This was most likely Shakespeare's play. There is no immediately obvious alternative candidate. (While the story of Julius Caesar was dramatised repeatedly in the Elizabethan/Jacobean period, none of the other plays known are as good a match with Platter's description as Shakespeare's play.) [4] Summary Cassius persuades his friend Brutus to ...
The Internet Shakespeare Editions is a non-profit organization that produces a website devoted to William Shakespeare and his works. The organization is an associate member of the Shakespeare Theatre Association of America, under the classification of theatre service provider, [1] and is supported by the University of Victoria and the Social Sciences and Humanities Research Council of Canada.

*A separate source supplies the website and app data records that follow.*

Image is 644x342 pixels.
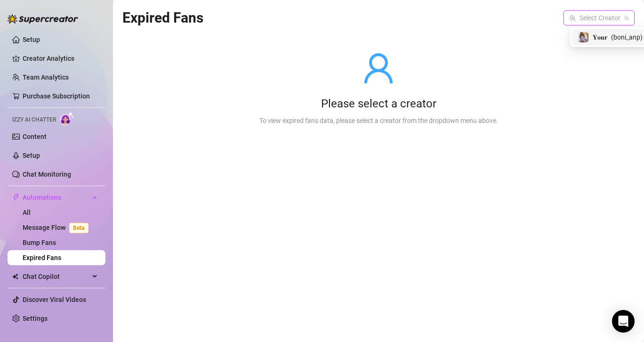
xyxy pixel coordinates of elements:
[593,32,607,42] span: 𝐘𝐨𝐮𝐫
[578,32,588,42] img: 𝐘𝐨𝐮𝐫
[23,151,40,159] a: Setup
[624,15,629,21] span: team
[69,223,88,233] span: Beta
[23,224,93,231] a: Message FlowBeta
[23,314,48,322] a: Settings
[23,133,47,140] a: Content
[12,194,20,201] span: thunderbolt
[23,170,71,178] a: Chat Monitoring
[259,115,498,126] div: To view expired fans data, please select a creator from the dropdown menu above.
[23,254,61,262] a: Expired Fans
[60,112,74,125] img: AI Chatter
[611,32,642,42] span: ( boni_anp )
[23,269,89,284] span: Chat Copilot
[23,209,31,216] a: All
[23,296,86,303] a: Discover Viral Videos
[122,7,203,29] article: Expired Fans
[23,73,69,81] a: Team Analytics
[12,115,56,124] span: Izzy AI Chatter
[259,97,498,112] div: Please select a creator
[612,310,634,332] div: Open Intercom Messenger
[23,239,56,246] a: Bump Fans
[361,51,395,85] span: user
[23,36,40,43] a: Setup
[23,51,98,66] a: Creator Analytics
[8,14,78,24] img: logo-BBDzfeDw.svg
[23,190,89,205] span: Automations
[12,273,19,280] img: Chat Copilot
[23,93,90,100] a: Purchase Subscription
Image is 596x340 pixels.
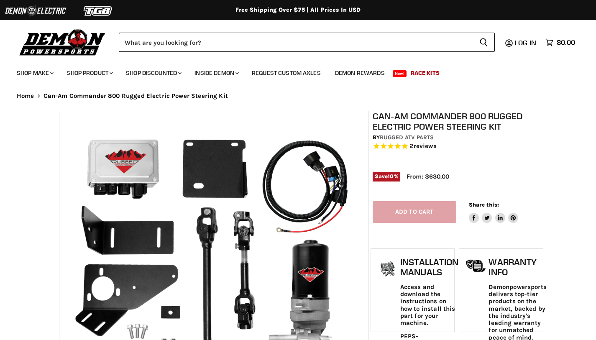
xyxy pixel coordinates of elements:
span: 2 reviews [410,143,436,150]
img: install_manual-icon.png [377,259,398,280]
aside: Share this: [469,201,519,223]
span: reviews [414,143,437,150]
span: Share this: [469,202,499,208]
ul: Main menu [10,61,573,82]
img: warranty-icon.png [466,259,487,272]
img: Demon Electric Logo 2 [4,3,67,19]
span: New! [393,70,407,77]
form: Product [119,33,495,52]
a: Rugged ATV Parts [380,134,434,141]
a: Demon Rewards [329,64,391,82]
h1: Warranty Info [489,257,546,277]
input: Search [119,33,473,52]
span: 10 [388,173,394,179]
h1: Installation Manuals [400,257,459,277]
img: Demon Powersports [17,27,108,57]
a: $0.00 [541,36,579,49]
a: Shop Make [10,64,59,82]
span: Log in [515,38,536,47]
button: Search [473,33,495,52]
span: $0.00 [557,38,575,46]
a: Shop Product [60,64,118,82]
h1: Can-Am Commander 800 Rugged Electric Power Steering Kit [373,111,542,132]
span: Rated 5.0 out of 5 stars 2 reviews [373,142,542,151]
a: Request Custom Axles [246,64,327,82]
a: Log in [511,39,541,46]
a: Inside Demon [188,64,244,82]
div: by [373,133,542,142]
a: Race Kits [405,64,446,82]
a: Shop Discounted [120,64,187,82]
span: Can-Am Commander 800 Rugged Electric Power Steering Kit [44,92,228,100]
span: Save % [373,172,400,181]
p: Access and download the instructions on how to install this part for your machine. [400,284,459,327]
span: From: $630.00 [407,173,449,180]
a: Home [17,92,34,100]
img: TGB Logo 2 [67,3,130,19]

In her book, Kahn, Professor of English, Emerita, at Brown University, delivers a feminist critical study of William Shakespeare's Roman plays: Titus Andronicus, Julius Caesar, Antony and Cleopatra, and Coriolanus (with a postscript on Cymbeline). Shakespeare's long narrative poem The Rape of Lucrece is also examined from a feminist approach.
Mr. William Shakespeare's Comedies, Histories, & Tragedies is a collection of plays by William Shakespeare, commonly referred to by modern scholars as the First Folio, [a] published in 1623, about seven years after Shakespeare's death. It is considered one of the most influential books ever published.